Regulators are watching. The forthcoming EU AI Act will require provenance disclosure for synthetic media assets. Compliance adds audit costs and exposes studios to legal claims if their training data contains unlicensed IP. U.S. copyright law remains unsettled on whether AI-generated images infringe when source data is scraped without permission. Litigation risk must therefore be priced into any investment that relies on closed or proprietary models.

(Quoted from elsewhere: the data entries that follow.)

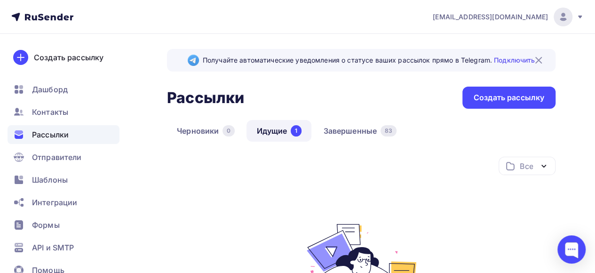 This screenshot has height=273, width=595. What do you see at coordinates (205, 98) in the screenshot?
I see `h2: Рассылки` at bounding box center [205, 98].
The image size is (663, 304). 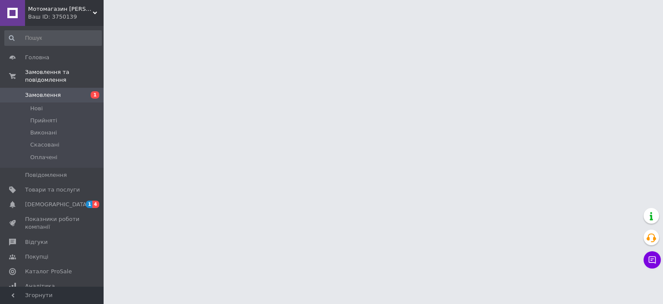 What do you see at coordinates (44, 133) in the screenshot?
I see `span: Виконані` at bounding box center [44, 133].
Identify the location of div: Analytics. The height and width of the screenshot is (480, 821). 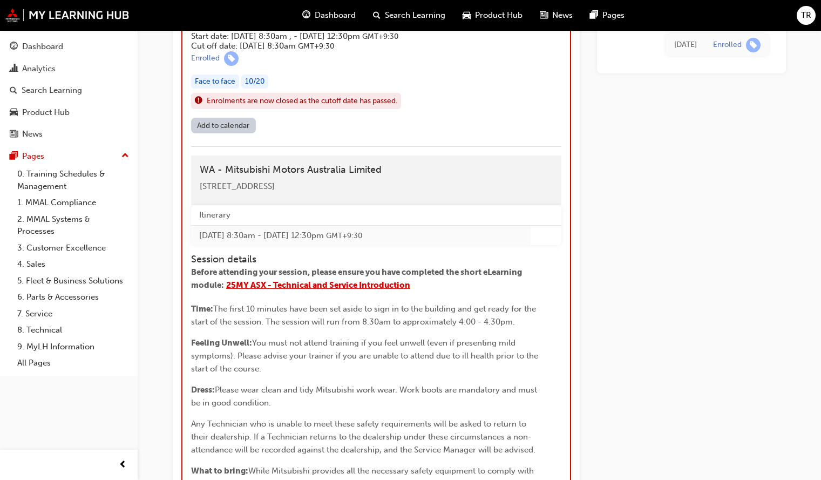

Will AI-First Filmmaking Scale?
Skeptics argue that Critterz is a loss-leader—a well-funded research demonstration designed more for publicity than profit. That view underestimates the structural incentives. If Morgan Stanley’s 30% cost-reduction scenario is accurate, studios gain an immediate margin benefit even after accounting for added cloud and compliance expenditure. Moreover, capital markets reward faster time-to-cash; shortening the production cycle from three years to one accelerates revenue recognition and lowers present-value risk.
The larger unknown is audience reception. Early AI-heavy shorts attract curiosity but sometimes suffer from visual sameness. My own test screenings suggest that hybrid workflows, such as AI for layout and lighting and humans for key character animation and emotion, produce higher engagement scores than fully synthetic scenes. That hybrid approach could become the industry norm: AI handles volume; artists handle nuance.
Investment Thesis And Due-Diligence Checklist
From an investor’s perspective, AI in film should be analyzed as a supply-chain transformation rather than a pure creative revolution. Key diligence items include:
• Data Licensing: Confirm that training datasets carry explicit usage rights; unlicensed libraries create open-ended liabilities.
• Compute Exposure: Fixed-price GPU contracts hedge against volatile spot-market rates that could erode cost savings.
• Labor Covenants: Agreements with guilds must specify residuals for AI-assisted workflows to prevent production stoppages.
• Regulatory Trajectory: Track EU and U.S. rule-making on synthetic media; non-compliance can disqualify tax subsidies and delay releases.
• Audience Testing: Allocate budget for early focus groups; AI’s speed advantage is moot if the end product fails to meet quality benchmarks.
Trend Or PR Stunt?
I see Critterz not as a one-off experiment but as an early inflection point. Cost differentials that large invite imitation, and the underlying tools, like diffusion models, large language frameworks and automated lip-sync, are becoming commodity APIs. Hollywood and major European studios could therefore adopt AI not only for savings but also to diversify risk across a broader film slate.
I believe the decisive factor will be whether stakeholders share the upside. If artists receive fair residuals and regulators ensure transparent training data, AI may democratize production and unlock new storytelling voices. If savings accrue solely to platforms and cloud providers, we risk a two-tier market in which mid-scale studios disappear and creative labor bears the squeeze.
Either way, the economics have changed. The question is no longer whether AI will enter filmmaking, but how its gains and pains will be allocated across the industry’s value chain.
Forbes Business Council is the foremost growth and networking organization for business owners and leaders. Do I qualify?